Remember the words of Human: Your ideas will die as you live and mine will live as I die

Saturday, 13 August 2016

Vulnerable talent

I wonder what happens to talent that is vulnerable.
Does it wither like a flower without shade?
Is it blown by the wind like leaves detached from a branch?
Or does it become idle and never realise its full potential?

What becomes of talent that is vulnerable?
Does disadvantage propel innovation or inspire despair?
How much stretching can the human soul take?
What becomes of talent that is challenged beyond its endurance level?
Does it not give in to the temptation of giving up?
What does Vulnerability do to the talent?
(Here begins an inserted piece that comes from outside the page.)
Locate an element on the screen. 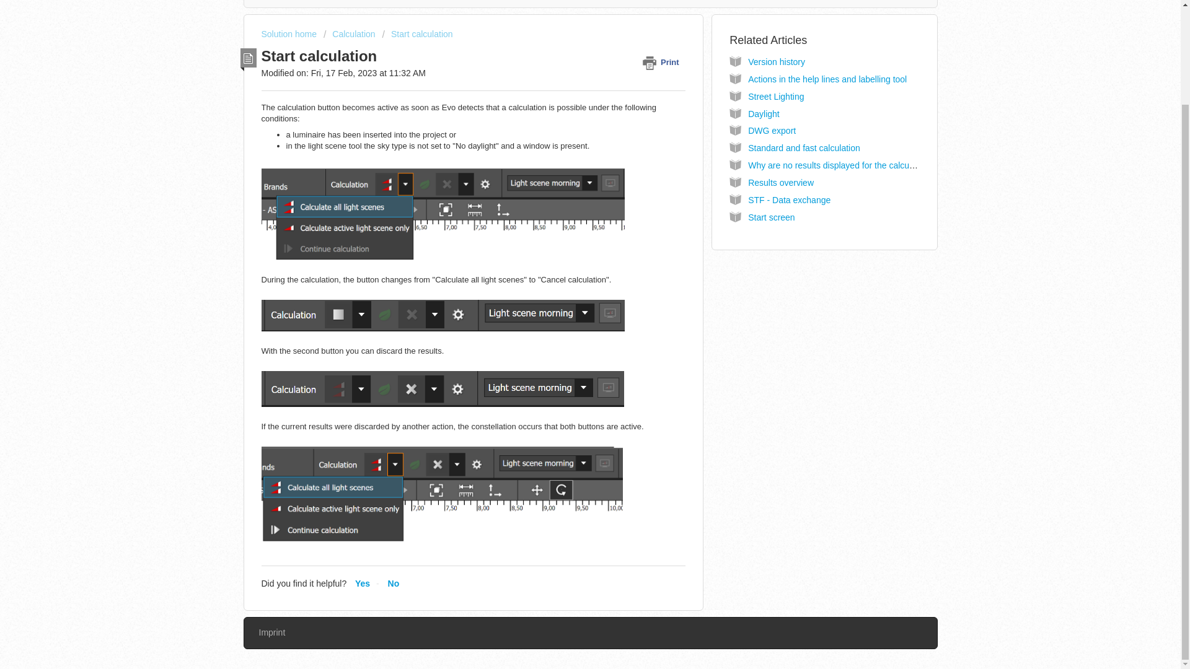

For years I have felt vulnerable
To being raped, kidnapped, neglected, orphaned
Lost, being away from home, having no choice but to run away from home
Being vulnerable to being not believed, to failing, to having a break down
To becoming sick, to being close to my early grave, to getting a disease,
To struggling to find love, to losing friends, to being disconnected from family,
To losing my politeness, to extinguishing my kindness, to doubting my ability
To losing hope, to forgetting my dreams, to having a dying vision,
To not receiving help, to being manipulated, to being policed (my thoughts and actions)
To having a skewed perspective, to being depressed and just being vulnerable

So what happens to people like me who are talented but are also vulnerable?
Do we have a space in this world? Is there a place for us to thrive in?
Is there such a thing as change? Can our lives improve?
Can we experience something different from what we know?
Life has been unfair to us, so why should we want to live?
Faith has only done so little for us, and much to harm us
So why should we believe so much?

I am yet to see what happens to vulnerable talent
Because I am an extremely vulnerable person and have talent
I shall see how my story unfolds.
I hope his talent will become a beacon of light, a torch bearer,
A success magnet, an attracter of fortune and a holder of love

Vulnerable talent, live on, go on and hopefully you will move on.